Saturday, April 17, 2010

Organizing Your IT Department for Success

Is your IT Department organized to serve you or itself? Is your CIO the right person for the job?

When asked why I needed funding for various IT activities by business unit executives, I would respond that I did not need any funding nor did the IT department. I told them that if they felt the projects that I was asking to fund was important to them then they should fund it.

I dealt with hardware issues from buying disk drives to bigger and faster computers in the same manner. The IT organization did not need these machines, but the end user organization most likely did.

It is imperative for a successful IT organization to turn all costs and activities back to the business community for funding.

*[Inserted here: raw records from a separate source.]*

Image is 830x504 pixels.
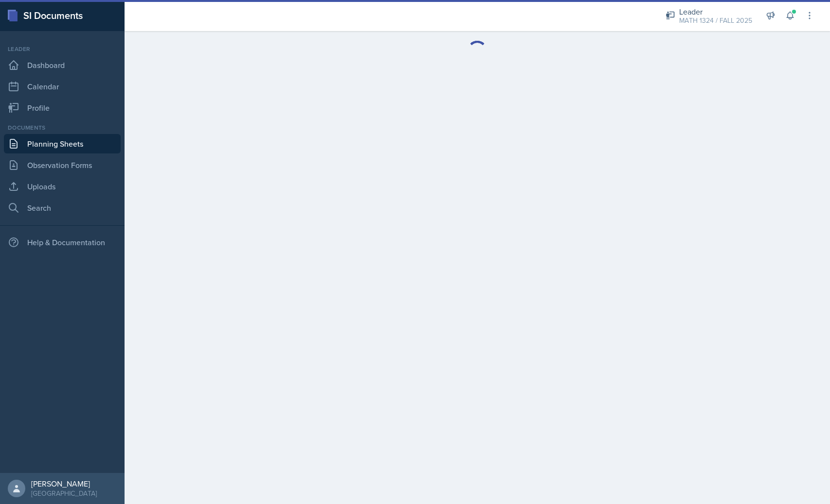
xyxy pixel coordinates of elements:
a: Uploads [4,177,120,197]
div: [PERSON_NAME] [31,479,97,489]
a: Profile [4,98,120,118]
div: MATH 1324 / FALL 2025 [679,15,752,25]
a: Dashboard [4,55,120,75]
div: Documents [4,124,120,132]
div: Leader [679,6,752,18]
div: Leader [4,45,120,53]
a: Calendar [4,77,120,97]
a: Planning Sheets [4,134,120,153]
div: Help & Documentation [4,233,120,252]
a: Observation Forms [4,156,120,175]
a: Search [4,198,120,218]
div: [GEOGRAPHIC_DATA] [31,489,97,499]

This short article summarizes some key methods of putting the business community firmly in control and eliminating many of the negative issues regarding budgeting, project selection and control over all IT activities.

The starting point is implementing an IT steering committee that consists of your CEO, CIO and most senior corporate executives who are responsible for each of the key functional areas of your business. In a typical retail organization this might be the VP Sales, VP Marketing, VP Finance (CFO), VP Operations, VP Administration and any other senior executive that I may have missed.

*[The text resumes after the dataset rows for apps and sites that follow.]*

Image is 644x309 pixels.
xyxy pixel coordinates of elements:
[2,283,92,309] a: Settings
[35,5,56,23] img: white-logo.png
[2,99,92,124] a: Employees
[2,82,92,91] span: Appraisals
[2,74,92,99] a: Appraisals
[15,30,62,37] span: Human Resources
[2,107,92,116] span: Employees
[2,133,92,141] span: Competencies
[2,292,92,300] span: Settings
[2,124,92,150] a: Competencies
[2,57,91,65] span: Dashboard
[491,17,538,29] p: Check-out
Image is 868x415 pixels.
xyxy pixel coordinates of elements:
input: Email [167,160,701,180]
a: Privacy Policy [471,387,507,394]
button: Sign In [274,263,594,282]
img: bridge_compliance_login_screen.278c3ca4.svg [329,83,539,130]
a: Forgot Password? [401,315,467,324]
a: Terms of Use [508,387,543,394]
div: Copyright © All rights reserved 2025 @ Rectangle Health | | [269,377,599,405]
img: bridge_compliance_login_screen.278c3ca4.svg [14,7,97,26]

I define functional areas of a company as those operational subdivisions that focus on a particular area of the business (i.e. Sales, Marketing, Finance, Research & Development, Manufacturing, Administration, Operations, etc.). A senior executive whose responsibility spans political and geographic boundaries within the organization runs a functional area. Generally the senior executive responsible for a functional area is responsible for setting policy, procedures, standards, and operational guidelines for specific operating units in their area within the company. There is usually a dotted line relationship between the functional area executive and a line executive responsible for a specific department in a geographical or political organization.

In the insurance industry, a senior vice president of underwriting would be responsible for underwriting policy and procedures across the entire company. The Sr. VP might also be responsible for approving exceptional situations for large accounts that met specific criteria.

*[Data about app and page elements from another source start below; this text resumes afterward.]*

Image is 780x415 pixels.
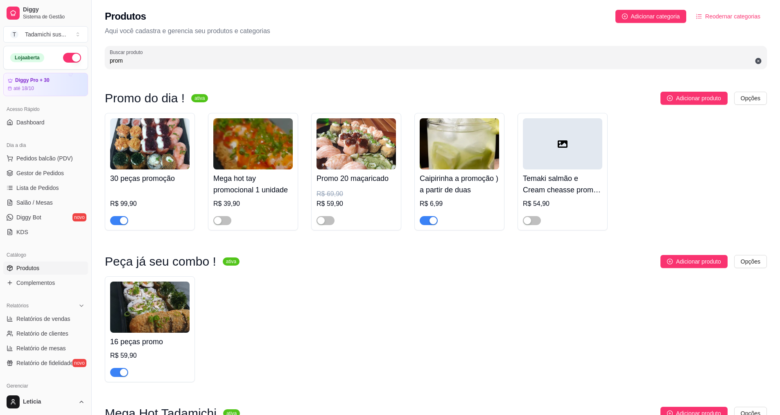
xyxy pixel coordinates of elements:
[317,173,396,184] h4: Promo 20 maçaricado
[23,399,75,406] span: Leticia
[3,103,88,116] div: Acesso Rápido
[213,118,293,170] img: product-image
[3,380,88,393] div: Gerenciar
[23,14,85,20] span: Sistema de Gestão
[16,199,53,207] span: Salão / Mesas
[661,92,728,105] button: Adicionar produto
[741,257,761,266] span: Opções
[622,14,628,19] span: plus-circle
[213,173,293,196] h4: Mega hot tay promocional 1 unidade
[3,392,88,412] button: Leticia
[23,6,85,14] span: Diggy
[676,257,721,266] span: Adicionar produto
[110,118,190,170] img: product-image
[16,359,73,367] span: Relatório de fidelidade
[420,173,499,196] h4: Caipirinha a promoção ) a partir de duas
[16,315,70,323] span: Relatórios de vendas
[3,262,88,275] a: Produtos
[3,26,88,43] button: Select a team
[696,14,702,19] span: ordered-list
[3,116,88,129] a: Dashboard
[10,30,18,39] span: T
[3,249,88,262] div: Catálogo
[15,77,50,84] article: Diggy Pro + 30
[3,152,88,165] button: Pedidos balcão (PDV)
[3,139,88,152] div: Dia a dia
[16,279,55,287] span: Complementos
[16,184,59,192] span: Lista de Pedidos
[3,277,88,290] a: Complementos
[110,57,762,65] input: Buscar produto
[616,10,687,23] button: Adicionar categoria
[16,213,41,222] span: Diggy Bot
[223,258,240,266] sup: ativa
[110,49,146,56] label: Buscar produto
[3,167,88,180] a: Gestor de Pedidos
[734,255,767,268] button: Opções
[110,173,190,184] h4: 30 peças promoção
[661,255,728,268] button: Adicionar produto
[110,282,190,333] img: product-image
[110,351,190,361] div: R$ 59,90
[3,313,88,326] a: Relatórios de vendas
[741,94,761,103] span: Opções
[16,169,64,177] span: Gestor de Pedidos
[3,342,88,355] a: Relatório de mesas
[63,53,81,63] button: Alterar Status
[16,118,45,127] span: Dashboard
[631,12,680,21] span: Adicionar categoria
[105,10,146,23] h2: Produtos
[25,30,66,39] div: Tadamichi sus ...
[317,199,396,209] div: R$ 59,90
[667,95,673,101] span: plus-circle
[16,228,28,236] span: KDS
[667,259,673,265] span: plus-circle
[3,211,88,224] a: Diggy Botnovo
[16,264,39,272] span: Produtos
[523,173,603,196] h4: Temaki salmão e Cream cheasse promo 2 unidades
[3,3,88,23] a: DiggySistema de Gestão
[317,118,396,170] img: product-image
[705,12,761,21] span: Reodernar categorias
[523,199,603,209] div: R$ 54,90
[3,181,88,195] a: Lista de Pedidos
[191,94,208,102] sup: ativa
[3,357,88,370] a: Relatório de fidelidadenovo
[3,73,88,96] a: Diggy Pro + 30até 18/10
[110,336,190,348] h4: 16 peças promo
[7,303,29,309] span: Relatórios
[420,118,499,170] img: product-image
[105,257,216,267] h3: Peça já seu combo !
[10,53,44,62] div: Loja aberta
[317,189,396,199] div: R$ 69,90
[16,345,66,353] span: Relatório de mesas
[110,199,190,209] div: R$ 99,90
[3,226,88,239] a: KDS
[3,327,88,340] a: Relatório de clientes
[734,92,767,105] button: Opções
[690,10,767,23] button: Reodernar categorias
[105,26,767,36] p: Aqui você cadastra e gerencia seu produtos e categorias
[105,93,185,103] h3: Promo do dia !
[420,199,499,209] div: R$ 6,99
[16,330,68,338] span: Relatório de clientes
[14,85,34,92] article: até 18/10
[213,199,293,209] div: R$ 39,90
[676,94,721,103] span: Adicionar produto
[3,196,88,209] a: Salão / Mesas
[16,154,73,163] span: Pedidos balcão (PDV)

So how does all of this affect IT?
The heads of these functional areas should be members of a very real corporate IT steering committee that meets at least once per month and is responsible for approving all IT requests from business units or IT itself along with IT expenditures and budgets.

A policy should be established that creates a discretionary development budget that allows the head of each functional area to review and approve IT initiative requests as long as they do not cross functional areas and fall within predefined spending limits.

So if a project request crosses functional area boundaries or exceeds a specific pre-agreed funding limit, the executive of the area that initiated the request must present the request to the steering committee. Note IT should not be presenting these requests but rather supporting the business with time and cost estimates.

This process places key IT initiatives firmly under the control of the business unit. Financial and functional responsibility for all IT projects should remain with the business units and functional area executive. The IT organization should be viewed as a service organization that provides specific skills and services to the business unit but does not own systems or budget.

In my next post to this blog I will drill deeper into the actual organization of the IT department and key roles they need to be successful.

I hope that in this article I have demonstrated the need for a corporate IT steering committee consisting of the top executives of the company that meets no less than monthly for 30 minutes to 1 hour and controls the IT function throughout the enterprise.

Having senior executives take control over IT projects with responsibility for their funding and success will insure a vastly more responsive IT organization. This is a key first step to a modern and effective IT organization.